GRAPEVINE: A publishing success story

To avoid the frustrations and pitfalls of finding an agent and a publisher, she suggested that today, there’s no shame in writers publishing their own works.

Book 521 (photo credit: Courtesy)
Book 521
(photo credit: Courtesy)
■ JUDGING BY the response that author Anne Kleinberg received to the invitation to attend her first “Pen Polish Publish” workshop to be held in her Caesarea home on May 8, there are a lot of writers who are just itching to get published. Kleinberg, after authoring a couple of cookbooks which were snapped up by publishers, decided that she wanted to write a novel and discovered that publishers were not nearly as enthusiastic about fiction as they were about food.
No slouch, she decided to publish her first novel, Menopause in Manhattan, that she initially sold via Steimatzky at the Jerusalem International Book Fair two years ago. Self-publishing was a trial-and-error experiment which worked in the long run, and Kleinberg happily shared the knowledge she had gained along the way. She encouraged people to write, if they had a mind to do so, and then to get themselves a good editor. To avoid the frustrations and pitfalls of finding an agent and a publisher, she suggested that today, there’s no shame in writers publishing their own works.
At this year’s Jerusalem International Book Fair, she was asked by Shelley Goldman, who co-founded Ang-Lit. Press, to participate in a fair event in which some of the writers of Ang-Lit.’s most recent anthology of short stories, Love in Israel, would read from their works, after which Kleinberg would share her self-publishing story. Kleinberg is as brash New York as they come, but with a great sense of humor. She had everyone present hanging on her every word. Later, she was inundated with questions and requests and concluded that the best way to handle all of them was to host a workshop. She put the details on Facebook on March 10. Within three weeks, she was fully booked, even though the workshop – which includes lunch and meetings with experts – is relatively expensive. The urge to be published and to find out how to do it is obviously more important than the money.
■ PEACE ACTIVIST Robi Damelin, a South African-born Tel Avivian whose 28-year-old son, David, was killed by a Palestinian sniper in 2002 while on IDF reserve duty, wrote a letter to the sniper’s family, saying that all her life, both in South Africa and Israel, she had worked for causes of coexistence. Her son had also been part of the peace movement. After David was killed, his mother started looking for ways to prevent other families – both Israeli and Palestinian – from suffering a similar loss. She became highly involved with the Bereaved Families Forum of Israelis and Palestinians who have lost loved ones as a result of the ongoing strife between the two groups.
She has also traveled the world, often in the company of Palestinians, to convey her message of peace.
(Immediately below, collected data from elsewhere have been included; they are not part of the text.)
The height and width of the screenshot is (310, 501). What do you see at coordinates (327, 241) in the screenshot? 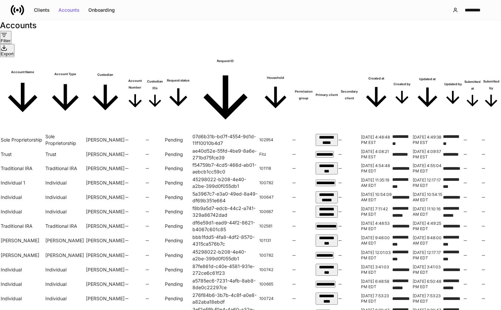
I see `td: 236c6859-dcd3-4f65-bab9-d2911129abf5` at bounding box center [327, 241].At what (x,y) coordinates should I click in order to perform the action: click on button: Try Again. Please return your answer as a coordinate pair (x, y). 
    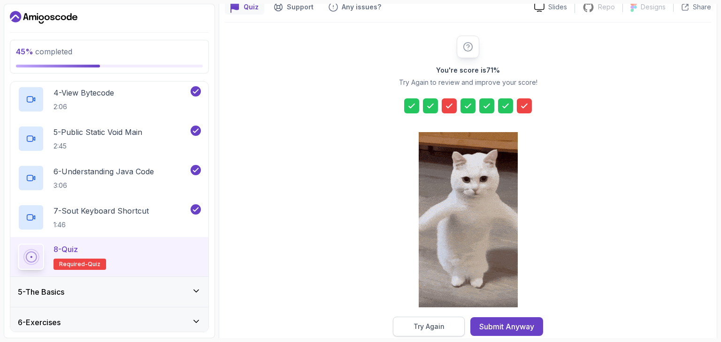
    Looking at the image, I should click on (428, 327).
Eventually, within the framework of her travels, she returned to her native South Africa to study firsthand if the means that resolved the conflict there could be equally effective in Israel. A documentary of her odyssey, directed by Erez and Miri Laufer, won the first “Grand Prix” prize at the Human Rights Film Festival in Paris two months ago. The film, which has been screened at several other film festivals since it was released last year, has received numerous positive reviews, even as it aroused conflicting emotions. It will have three screenings this month in the United States, and one in Kingston, Jamaica, on April 27, where it will be included in the Africa World Documentary Film Festival.
■ THE ASHDOD Municipality has acceded to a request by the International Raoul Wallenberg Foundation to name a street in memory of Angelo Giuseppe Roncalli, who while serving as papal nuncio in France, worked in tandem with the Jewish underground, and thereby succeeded in saving untold numbers of Jews from certain death. Before being sent to France, he was the Apostolic delegate to Turkey, and assisted Jewish refugees arriving in Istanbul in making their way to Palestine. He also intervened on behalf of a group of Slovakian Jewish children, who as a result were able to leave Slovakia. By interceding with people in high places, he was able to get Bulgarian and Romanian Jews out of their native countries. He also provided baptismal certificates for Hungarian Jews, thereby saving their lives.
Roncalli later became pope John XXIII. Baruch Tenenbaum, the founder of the Raoul Wallenberg Foundation, proposed as far back as 2008 that Roncalli receive recognition as Righteous Among the Nations. The Ashdod Municipality is doing the next best thing by naming a street after him.